My document-based Cocoa application uses a NSOutlineView/NSTreeController combo, bound to the document's Core Data store. My NSTreeController has the fetch predicate isRoot == YES
. isRoot
is a transient boolean attribute with a default value of NO
. My root model's awakeFromInsert
calls:
[self setIsRoot:[NSNumber numberWithBool:YES]];
I'm able to add objects to the hierarchy just fine, but when I try to load a document I just saved, I get an exception:
[<NSDictionaryMapNode 0x1001a8190> valueForUndefinedKey:]: this class is not key value coding-compliant for the key isRoot.
I can work around this exception and successfully load a newly-saved document if I change the isRoot
attribute to non-transient in the xcdatamodel, but based on my understanding of the transient flag it should not cause a problem, and this really isn't the kind of data that should be persisted.
I have also tried implementing -isRoot
in the NSManagedObject su开发者_StackOverflowbclasses to return the appropriate fixed value, as well as making the same setIsRoot:
call within awakeFromFetch
, both to no avail.
Is there some other subtlety I'm missing? I can't imagine that fetch predicates don't support transient attributes. I don't know much about the inner workings of Core Data but it seems interesting that it's trying to look up isRoot
on the store-specific class and not my NSManagedObject subclass.
I can't imagine that fetch predicates don't support transient attributes.
After a bit of research, I can tell you that they don't. See this document. Quote:
You cannot fetch using a predicate based on transient properties (although you can use transient properties to filter in memory yourself).
I've put together a test project and can verify I get exactly the same error as you do.
When I need to filter out the root nodes in a tree, I use a fetch predicate of parent == nil
instead of a transient attribute.
I understand your reaction - I too wanted way of having an attribute specifically called isRoot too. My guess is it's possible, but it'd take so much code it's just not worth the hassle.
Oh, and if you're dealing with core data any more than a little, mogenerator will make your life much easier.
Another option is to have a separate class for the top-level nodes, use that class name as "Entity Name" and leave "Fetch Predicate" blank. As long as the child nodes have the same values as the top-level node (I use a common superclass/entity inheritance), everything still works.
Have you made sure that the NSTreeController is set to control an entity rather than a class?
From your error, it looks like it might be set to a class with the default - NSMutableDictionary.
I'd also argue that maybe isRoot could be persisted. It depends on what you're trying to do with your app, of course, but if it's a tree view that gets loaded on app run I'd either make isRoot persist.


Every record should be restated exactly, with no images included.

Data entries for graphics:
======
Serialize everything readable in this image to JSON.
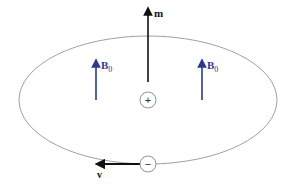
{
  "diagram": {
    "labels": {
      "magnetic_moment": "m",
      "field_left": "B",
      "field_left_sub": "0",
      "field_right": "B",
      "field_right_sub": "0",
      "nucleus_charge": "+",
      "electron_charge": "−",
      "velocity": "v"
    },
    "colors": {
      "field": "#2b3a8f",
      "moment": "#111111",
      "orbit": "#888888",
      "charge_circle": "#777777"
    }
  }
}
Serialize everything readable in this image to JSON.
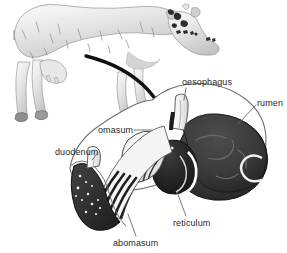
{
  "figure": {
    "background_color": "#ffffff",
    "label_color": "#1f1f1f",
    "labels": [
      {
        "id": "oesophagus",
        "text": "oesophagus"
      },
      {
        "id": "rumen",
        "text": "rumen"
      },
      {
        "id": "omasum",
        "text": "omasum"
      },
      {
        "id": "duodenum",
        "text": "duodenum"
      },
      {
        "id": "reticulum",
        "text": "reticulum"
      },
      {
        "id": "abomasum",
        "text": "abomasum"
      }
    ],
    "parts": {
      "cow": {
        "name": "cow-illustration",
        "fill": "#d9d9d9"
      },
      "arrow": {
        "name": "pointer-arrow",
        "color": "#111111"
      },
      "rumen": {
        "fill": "#3a3a3a"
      },
      "reticulum": {
        "fill": "#2a2a2a"
      },
      "omasum": {
        "fill": "#f2f2f2"
      },
      "abomasum": {
        "fill": "#333333"
      },
      "oesophagus": {
        "fill": "#fafafa"
      },
      "duodenum": {
        "fill": "#fafafa"
      }
    }
  }
}
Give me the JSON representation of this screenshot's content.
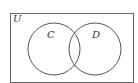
{
  "diagram": {
    "type": "venn",
    "universe_label": "U",
    "sets": [
      {
        "label": "C"
      },
      {
        "label": "D"
      }
    ],
    "stroke_color": "#555555"
  }
}
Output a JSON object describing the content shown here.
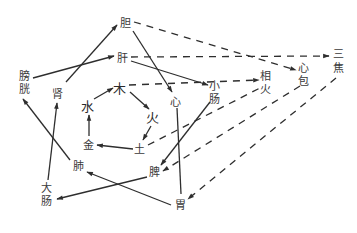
{
  "diagram": {
    "type": "five-elements-organ-relationships",
    "nodes": {
      "dan": {
        "label": "胆",
        "x": 125,
        "y": 23
      },
      "gan": {
        "label": "肝",
        "x": 122,
        "y": 58
      },
      "pangguang": {
        "label": "膀\n胱",
        "x": 25,
        "y": 80
      },
      "shen": {
        "label": "肾",
        "x": 58,
        "y": 94
      },
      "mu": {
        "label": "木",
        "x": 120,
        "y": 88
      },
      "shui": {
        "label": "水",
        "x": 88,
        "y": 106
      },
      "huo": {
        "label": "火",
        "x": 153,
        "y": 118
      },
      "jin": {
        "label": "金",
        "x": 88,
        "y": 144
      },
      "tu": {
        "label": "土",
        "x": 140,
        "y": 149
      },
      "xin": {
        "label": "心",
        "x": 176,
        "y": 101
      },
      "xiaochang": {
        "label": "小\n肠",
        "x": 215,
        "y": 86
      },
      "xianghuo": {
        "label": "相\n火",
        "x": 266,
        "y": 76
      },
      "xinbao": {
        "label": "心\n包",
        "x": 303,
        "y": 68
      },
      "sanjiao": {
        "label": "三\n焦",
        "x": 338,
        "y": 56
      },
      "fei": {
        "label": "肺",
        "x": 80,
        "y": 166
      },
      "pi": {
        "label": "脾",
        "x": 155,
        "y": 172
      },
      "dachang": {
        "label": "大\n肠",
        "x": 46,
        "y": 188
      },
      "wei": {
        "label": "胃",
        "x": 181,
        "y": 206
      }
    },
    "labels": {
      "dan": "胆",
      "gan": "肝",
      "pangguang_1": "膀",
      "pangguang_2": "胱",
      "shen": "肾",
      "mu": "木",
      "shui": "水",
      "huo": "火",
      "jin": "金",
      "tu": "土",
      "xin": "心",
      "xiaochang_1": "小",
      "xiaochang_2": "肠",
      "xianghuo_1": "相",
      "xianghuo_2": "火",
      "xinbao_1": "心",
      "xinbao_2": "包",
      "sanjiao_1": "三",
      "sanjiao_2": "焦",
      "fei": "肺",
      "pi": "脾",
      "dachang_1": "大",
      "dachang_2": "肠",
      "wei": "胃"
    },
    "edges": [
      {
        "from": "shen",
        "to": "dan",
        "style": "solid",
        "arrow": "end"
      },
      {
        "from": "pangguang",
        "to": "gan",
        "style": "solid",
        "arrow": "end"
      },
      {
        "from": "dan",
        "to": "xin",
        "style": "solid",
        "arrow": "end"
      },
      {
        "from": "gan",
        "to": "xiaochang",
        "style": "solid",
        "arrow": "end"
      },
      {
        "from": "xin",
        "to": "wei",
        "style": "solid",
        "arrow": "none"
      },
      {
        "from": "xiaochang",
        "to": "pi",
        "style": "solid",
        "arrow": "end"
      },
      {
        "from": "pi",
        "to": "dachang",
        "style": "solid",
        "arrow": "end"
      },
      {
        "from": "wei",
        "to": "fei",
        "style": "solid",
        "arrow": "end"
      },
      {
        "from": "fei",
        "to": "pangguang",
        "style": "solid",
        "arrow": "end"
      },
      {
        "from": "dachang",
        "to": "shen",
        "style": "solid",
        "arrow": "end"
      },
      {
        "from": "shui",
        "to": "mu",
        "style": "solid",
        "arrow": "end"
      },
      {
        "from": "mu",
        "to": "huo",
        "style": "solid",
        "arrow": "end"
      },
      {
        "from": "huo",
        "to": "tu",
        "style": "solid",
        "arrow": "end"
      },
      {
        "from": "tu",
        "to": "jin",
        "style": "solid",
        "arrow": "end"
      },
      {
        "from": "jin",
        "to": "shui",
        "style": "solid",
        "arrow": "end"
      },
      {
        "from": "dan",
        "to": "xinbao",
        "style": "dashed",
        "arrow": "end"
      },
      {
        "from": "gan",
        "to": "sanjiao",
        "style": "dashed",
        "arrow": "end"
      },
      {
        "from": "mu",
        "to": "xianghuo",
        "style": "dashed",
        "arrow": "end"
      },
      {
        "from": "tu",
        "to": "xianghuo",
        "style": "dashed",
        "arrow": "none"
      },
      {
        "from": "xinbao",
        "to": "pi",
        "style": "dashed",
        "arrow": "end"
      },
      {
        "from": "sanjiao",
        "to": "wei",
        "style": "dashed",
        "arrow": "end"
      }
    ]
  }
}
======
Answer to the problem:
Serialize everything readable in this image to JSON.
{
  "diagram": {
    "labels": {
      "magnetic_moment": "m",
      "field_left": "B",
      "field_left_sub": "0",
      "field_right": "B",
      "field_right_sub": "0",
      "nucleus_charge": "+",
      "electron_charge": "−",
      "velocity": "v"
    },
    "colors": {
      "field": "#2b3a8f",
      "moment": "#111111",
      "orbit": "#888888",
      "charge_circle": "#777777"
    }
  }
}
Serialize everything readable in this image to JSON.
{
  "figure": {
    "background_color": "#ffffff",
    "label_color": "#1f1f1f",
    "labels": [
      {
        "id": "oesophagus",
        "text": "oesophagus"
      },
      {
        "id": "rumen",
        "text": "rumen"
      },
      {
        "id": "omasum",
        "text": "omasum"
      },
      {
        "id": "duodenum",
        "text": "duodenum"
      },
      {
        "id": "reticulum",
        "text": "reticulum"
      },
      {
        "id": "abomasum",
        "text": "abomasum"
      }
    ],
    "parts": {
      "cow": {
        "name": "cow-illustration",
        "fill": "#d9d9d9"
      },
      "arrow": {
        "name": "pointer-arrow",
        "color": "#111111"
      },
      "rumen": {
        "fill": "#3a3a3a"
      },
      "reticulum": {
        "fill": "#2a2a2a"
      },
      "omasum": {
        "fill": "#f2f2f2"
      },
      "abomasum": {
        "fill": "#333333"
      },
      "oesophagus": {
        "fill": "#fafafa"
      },
      "duodenum": {
        "fill": "#fafafa"
      }
    }
  }
}
Give me the JSON representation of this screenshot's content.
{
  "diagram": {
    "type": "venn",
    "universe_label": "U",
    "sets": [
      {
        "label": "C"
      },
      {
        "label": "D"
      }
    ],
    "stroke_color": "#555555"
  }
}
Output a JSON object describing the content shown here.
{
  "diagram": {
    "type": "five-elements-organ-relationships",
    "nodes": {
      "dan": {
        "label": "胆",
        "x": 125,
        "y": 23
      },
      "gan": {
        "label": "肝",
        "x": 122,
        "y": 58
      },
      "pangguang": {
        "label": "膀\n胱",
        "x": 25,
        "y": 80
      },
      "shen": {
        "label": "肾",
        "x": 58,
        "y": 94
      },
      "mu": {
        "label": "木",
        "x": 120,
        "y": 88
      },
      "shui": {
        "label": "水",
        "x": 88,
        "y": 106
      },
      "huo": {
        "label": "火",
        "x": 153,
        "y": 118
      },
      "jin": {
        "label": "金",
        "x": 88,
        "y": 144
      },
      "tu": {
        "label": "土",
        "x": 140,
        "y": 149
      },
      "xin": {
        "label": "心",
        "x": 176,
        "y": 101
      },
      "xiaochang": {
        "label": "小\n肠",
        "x": 215,
        "y": 86
      },
      "xianghuo": {
        "label": "相\n火",
        "x": 266,
        "y": 76
      },
      "xinbao": {
        "label": "心\n包",
        "x": 303,
        "y": 68
      },
      "sanjiao": {
        "label": "三\n焦",
        "x": 338,
        "y": 56
      },
      "fei": {
        "label": "肺",
        "x": 80,
        "y": 166
      },
      "pi": {
        "label": "脾",
        "x": 155,
        "y": 172
      },
      "dachang": {
        "label": "大\n肠",
        "x": 46,
        "y": 188
      },
      "wei": {
        "label": "胃",
        "x": 181,
        "y": 206
      }
    },
    "labels": {
      "dan": "胆",
      "gan": "肝",
      "pangguang_1": "膀",
      "pangguang_2": "胱",
      "shen": "肾",
      "mu": "木",
      "shui": "水",
      "huo": "火",
      "jin": "金",
      "tu": "土",
      "xin": "心",
      "xiaochang_1": "小",
      "xiaochang_2": "肠",
      "xianghuo_1": "相",
      "xianghuo_2": "火",
      "xinbao_1": "心",
      "xinbao_2": "包",
      "sanjiao_1": "三",
      "sanjiao_2": "焦",
      "fei": "肺",
      "pi": "脾",
      "dachang_1": "大",
      "dachang_2": "肠",
      "wei": "胃"
    },
    "edges": [
      {
        "from": "shen",
        "to": "dan",
        "style": "solid",
        "arrow": "end"
      },
      {
        "from": "pangguang",
        "to": "gan",
        "style": "solid",
        "arrow": "end"
      },
      {
        "from": "dan",
        "to": "xin",
        "style": "solid",
        "arrow": "end"
      },
      {
        "from": "gan",
        "to": "xiaochang",
        "style": "solid",
        "arrow": "end"
      },
      {
        "from": "xin",
        "to": "wei",
        "style": "solid",
        "arrow": "none"
      },
      {
        "from": "xiaochang",
        "to": "pi",
        "style": "solid",
        "arrow": "end"
      },
      {
        "from": "pi",
        "to": "dachang",
        "style": "solid",
        "arrow": "end"
      },
      {
        "from": "wei",
        "to": "fei",
        "style": "solid",
        "arrow": "end"
      },
      {
        "from": "fei",
        "to": "pangguang",
        "style": "solid",
        "arrow": "end"
      },
      {
        "from": "dachang",
        "to": "shen",
        "style": "solid",
        "arrow": "end"
      },
      {
        "from": "shui",
        "to": "mu",
        "style": "solid",
        "arrow": "end"
      },
      {
        "from": "mu",
        "to": "huo",
        "style": "solid",
        "arrow": "end"
      },
      {
        "from": "huo",
        "to": "tu",
        "style": "solid",
        "arrow": "end"
      },
      {
        "from": "tu",
        "to": "jin",
        "style": "solid",
        "arrow": "end"
      },
      {
        "from": "jin",
        "to": "shui",
        "style": "solid",
        "arrow": "end"
      },
      {
        "from": "dan",
        "to": "xinbao",
        "style": "dashed",
        "arrow": "end"
      },
      {
        "from": "gan",
        "to": "sanjiao",
        "style": "dashed",
        "arrow": "end"
      },
      {
        "from": "mu",
        "to": "xianghuo",
        "style": "dashed",
        "arrow": "end"
      },
      {
        "from": "tu",
        "to": "xianghuo",
        "style": "dashed",
        "arrow": "none"
      },
      {
        "from": "xinbao",
        "to": "pi",
        "style": "dashed",
        "arrow": "end"
      },
      {
        "from": "sanjiao",
        "to": "wei",
        "style": "dashed",
        "arrow": "end"
      }
    ]
  }
}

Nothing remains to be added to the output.